Furthermore, increasing accessibility to the data requires data lakes to support strong access control and security features on the data. A data lake does this through non-proprietary security and access control APIs. For example, deep integration with open source frameworks such as Apache Ranger and Apache Sentry can facilitate table, row, and column level granular security.

Data Lake Management

The ability to delete specific subsets of data without disrupting a data management process is also essential. A data lake supports this ability on open formats and open metadata repositories. In this way, they enable a vendor-agnostic solution to compliance needs.

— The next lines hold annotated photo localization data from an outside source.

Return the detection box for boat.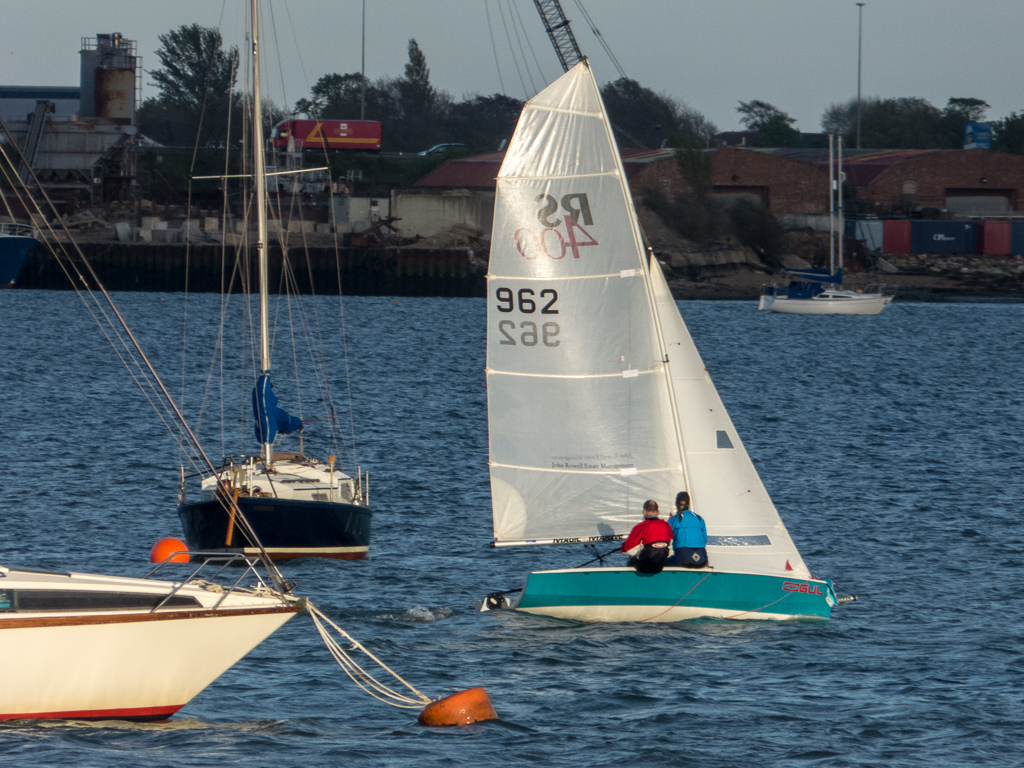
BBox(468, 26, 839, 663).
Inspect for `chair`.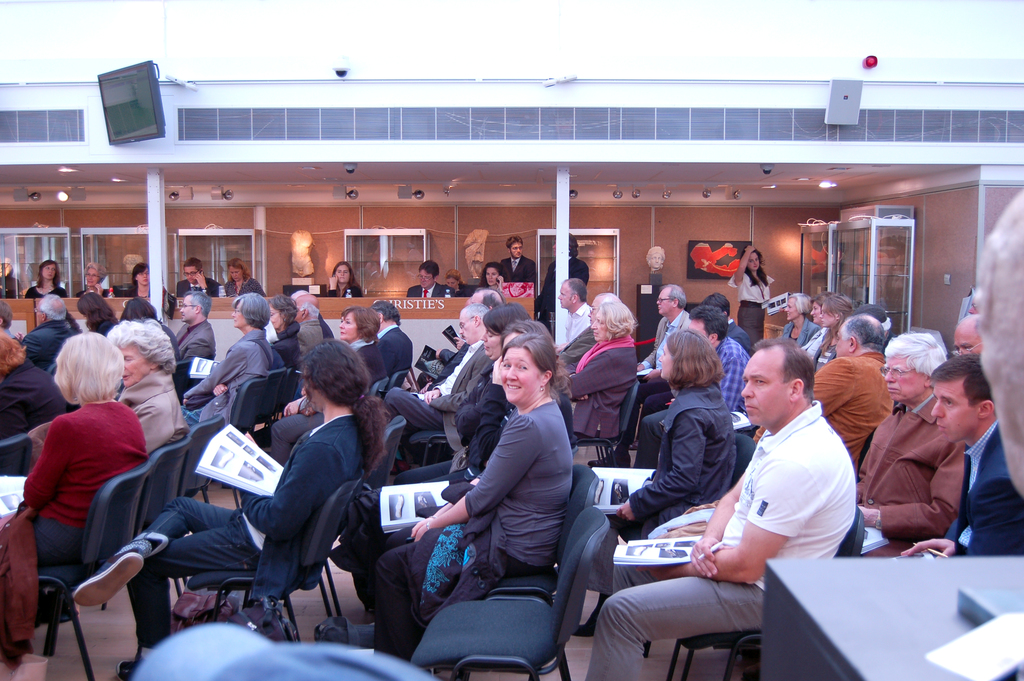
Inspection: 573:376:645:470.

At Qubole, we have put the following considerations at the forefront of our data platform’s design:

  • The QDS platform supports full transactionality on a data lake, regardless of the cloud—AWS, GCP, or Azure.
  • It provides built-in support for delete operations, enabling customers to comply with regulatory and privacy requirements for ‘Right to Erasure’ within established SLAs.
  • You can write directly to cloud object stores, thus eliminating extra overhead while guaranteeing data integrity at the best performance possible.
  • Most importantly, we continue to provide freedom of choice of data processing engine – Apache Spark, Presto, Hive, etc.—with a full implementation of ACID capabilities based on Hive transactional tables.